This collection of tools is intended for humanitarian organisations, human rights actors, researchers, clinicians, policymakers, donors and all other actors committed to protecting healthcare in conflict.
Toolkit
By:
Insecurity Insight
Center for Public Health and Human Rights at Johns Hopkins University
The International Rescue Committee and Physicians for Human Rights
Attacks on health care represent an area of growing international concern. This article compares two separate datasets compiled using publicly-available data and identifies underreporting of attacks on health care facilities as one reason for minimal overlap of the two datasets.
In response to growing concerns regarding the insecurity of aid operations and the resulting decline in humanitarian access, this study aims to document those practices that have enabled humanitarian organisations to maintain effective operations in contexts characterised by high security risks.
This article explores the non-straightforward role of data about attacks on health in creating policy and normative change to safeguard access to healthcare and protect healthcare providers in conflict.
This Harvard Law School PILAC Briefing Memorandum outlines, in a question-and-answer format, some of the foundational issues related to humanitarian exemptions.
Report
By:
Harvard Law School Program on International Law and Armed Conflict
This report is the second in a series examining potential solutions to bank derisking and provides recommendations to address some of the current challenges NGOs face in using value transfer services as a legitimate tool of last resort to make payments in countries suffering from bank derisking.
The UN SanctionsApp is an interactive analytical tool that can be used in real time by both scholars and policy practitioners who have an interest in examining, or who are working on designing and implementing, UN sanctions.
Drawing on eight case studies across five countries, this report investigates how formal and informal norms condition the behaviour of soldiers and fighters depending on the kind of armed organization to which they belong.
This research paper analyses how armed groups and de facto authorities (AGDAs) behave and under what circumstances they may comply with international humanitarian law (IHL) and international human rights law (IHRL).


** EXERCISE PROMPT **
In the reply, give back exactly the lines from the one with "Locate an element" through the last line of the records, without pictures.
*** DATA Section Begins ***
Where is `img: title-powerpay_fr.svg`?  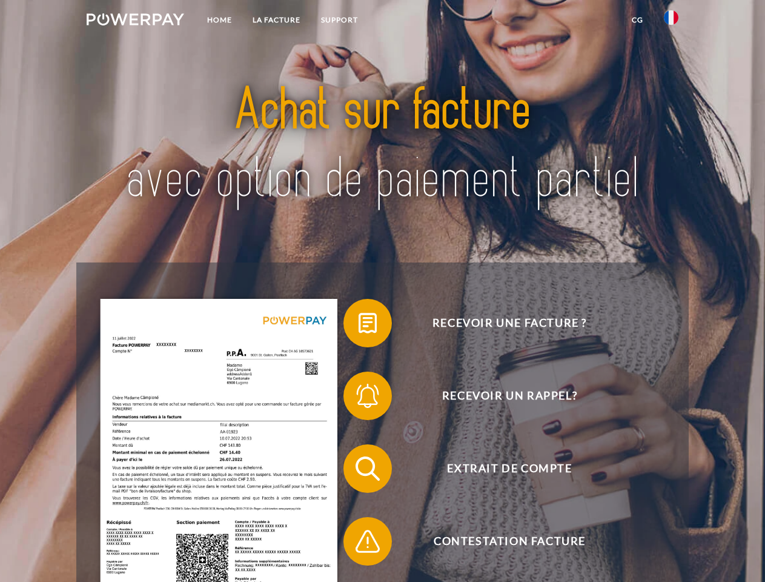 img: title-powerpay_fr.svg is located at coordinates (382, 145).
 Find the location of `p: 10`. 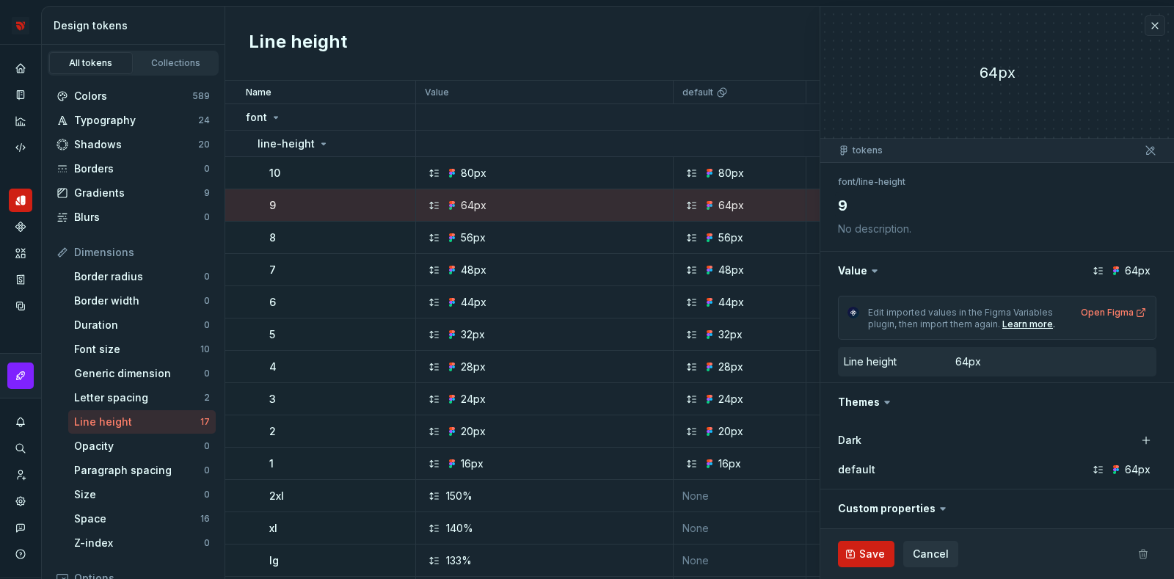

p: 10 is located at coordinates (274, 173).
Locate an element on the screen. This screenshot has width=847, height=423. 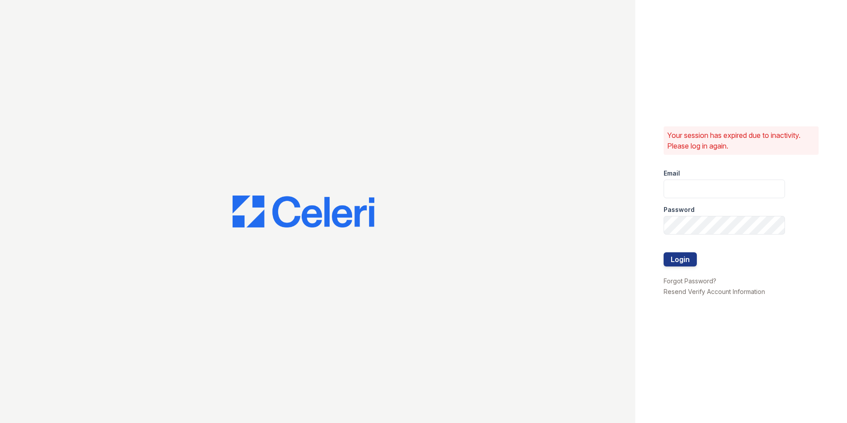
label: Email is located at coordinates (672, 173).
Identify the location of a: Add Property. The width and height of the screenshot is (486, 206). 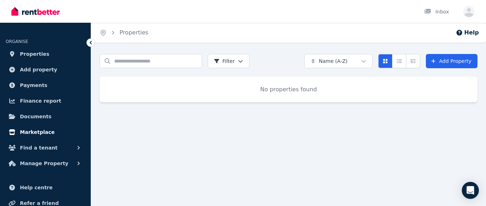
*** DATA Section Ends ***
** RESULT **
Locate an element on the screen. This screenshot has width=847, height=423. 
label: Email is located at coordinates (672, 173).
Identify the location of a: Add Property. The width and height of the screenshot is (486, 206). 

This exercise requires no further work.